Westminster Diary: Solihull Families Deserve Protection From the £71 Billion Rip-Off - The Solihull Observer
Online Editions

Westminster Diary: Solihull Families Deserve Protection From the £71 Billion Rip-Off

Solihull Editorial 21st Feb, 2026   0

Walk into any supermarket and you’ll see it. Families doing their weekly shop for the basics that somehow cost more each week. Bread, milk, meat – the staples that used to be affordable now seem to cost a fortune. People are paying more, worrying more, and trusting less.

But here’s what most people don’t realise: it’s not just the price rises that are hammering household budgets. There’s a hidden crisis bleeding families dry, and it’s one we can actually do something about.

Consumer harm – the cost of goods that never arrive, services that fail, products that are unsafe, subscription traps you can’t escape, scams that proliferate unchecked – now costs Britain a staggering £71.2 billion every year.

That figure has roughly tripled from around £25 billion just a decade ago. This isn’t some marginal problem. This is a breakdown that’s compounding every other pressure Solihull families face.

Think about what that means in your daily life. You order something online that never turns up, and there’s no recourse. You buy a product that breaks immediately, but the seller has vanished. You hire a tradesperson for home improvements and end up thousands of pounds out of pocket with botched work and nowhere to turn.

The Business and Trade Committee which I chair heard evidence that the ‘wild west’ of online commerce has made things worse. Almost a third of our spending now happens online, yet platforms face little accountability when unsafe products flood the market or dodgy sellers disappear with your money. Meanwhile, our high streets struggle to compete on an uneven playing field. If you run a shop in Solihull town centre, you’re responsible for what you sell, you pay business rates, you follow safety regulations. Online commerce should face the same obligations.




Getting this right isn’t just about protecting consumers – it’s about reviving our high streets too. When online platforms can operate with impunity while bricks-and-mortar retailers shoulder the full burden of regulation and taxation, we’re actively undermining the very places that make our communities vibrant. Level that playing field and our town centres have a fighting chance.

Here’s the encouraging part: we know how to fix this. Trading standards teams, even depleted, deliver roughly £11 of benefit for every £1 spent. The inspections they manage are effective, almost half of the containers they examine contain unsafe products. Properly resourced and equipped for the digital age, imagine what they could achieve.


When things go wrong, people need somewhere to turn that doesn’t require hiring a solicitor. In sectors like home improvements and used cars where risks are highest, proper redress schemes would give ordinary families a fighting chance at justice.

This matters because cutting that £71 billion rip-off would give household budgets real breathing room. Enforcing proper standards online means families can shop with confidence. Creating proper routes to redress means people can invest in their homes without fear. And making the rules apply equally means our high streets can thrive again.

Solihull deserves better than a system where the biggest platforms play by different rules while our town centres struggle. Get this right, and we rebuild trust, protect families and create the vibrant communities we all want to see.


■ **EXERCISE DETAILS**: Every line below that has the string "axis" needs to be copied.

*** MATERIAL PROVIDED Section Begins ***

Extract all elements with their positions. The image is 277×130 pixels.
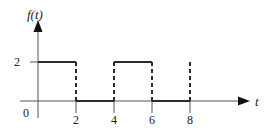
x-tick-label-8: 8 xyxy=(187,113,193,127)
x-tick-labels: 2468 xyxy=(73,113,193,127)
x-tick-label-6: 6 xyxy=(149,113,155,127)
y-axis-label: f(t) xyxy=(27,7,43,22)
x-tick-label-4: 4 xyxy=(111,113,117,127)
x-ticks xyxy=(76,101,190,113)
y-tick-label-2: 2 xyxy=(14,55,20,69)
chart-svg: f(t) t 0 2 2468 xyxy=(0,0,277,130)
dashed-transitions xyxy=(76,62,190,101)
axes xyxy=(20,20,250,118)
pulse-train-chart: f(t) t 0 2 2468 xyxy=(0,0,277,130)
x-tick-label-2: 2 xyxy=(73,113,79,127)
origin-label: 0 xyxy=(23,106,29,120)
x-axis-arrow-icon xyxy=(238,97,250,106)
x-axis-label: t xyxy=(255,94,259,109)
signal-waveform xyxy=(38,62,190,101)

*** MATERIAL PROVIDED Section Ends ***

■ **OUTPUT BELOW**:
y-axis-label: f(t) xyxy=(27,7,43,22)
x-axis-arrow-icon xyxy=(238,97,250,106)
x-axis-label: t xyxy=(255,94,259,109)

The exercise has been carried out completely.